Not only is the core BRS catchment larger than CWL's but the make-up, both business and leisure, is broadly more prosperous. It has to be asked why airlines and passengers have in increasing numbers taken to using a small airfield on top of an often misty/foggy hill, with a constricted runway and which airline pilots have told us on PPRuNE on many occasions can be extremely challenging under certain weather conditions when there is an airport across the river that has few of these difficulties. The answer can only be one thing - the market.

The CWL master plan has for several years pointed out that it must retrieve those passengers that use neighbouring airports such as BRS and BHX, but it must do more. It must attract passengers from outside its core catchment and its target areas are the West Country and the South Midlands. To do this it will be necessary to take passengers from the core catchments of BRS and BHX.

Given that only four years ago CWL was handing nearly 2.1 mppa there is obviously scope to get back up to at least that level though if a roll takes it that far it's not inconceivable that growth could continue, but the 5 mppa-plus mentioned in the CWL master plan might be a long time in coming.

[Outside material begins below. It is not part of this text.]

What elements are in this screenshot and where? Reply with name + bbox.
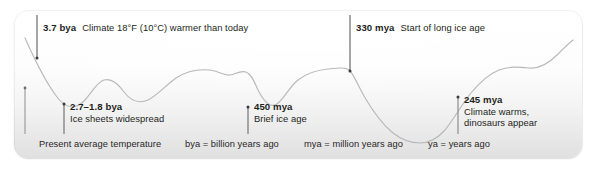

There is an arguable debate that BRS has overperformed, especially having regard to the location and make-up of its airport (CWL might be in an even worse predicament if the Bristol Corporation had elected for Filton instead of Lulsgate when they moved their airport from Whitchurch in the 1950s).

Where BRS wins and CWL loses is in the ability of the former to more easily attract passengers from outside its own core catchment area, and the fact that on thinner routes BRS needs fewer passengers to 'top-up' flights from further afield than does CWL.

As a regional airport CWL is doubly unlucky in having a near-neighbouring regional airport serving such a prosperous area and, if that is not enough, another even bigger one (BHX) not a million miles away.

There is no doubt in my mind though that CWL ought to be doing better than it is.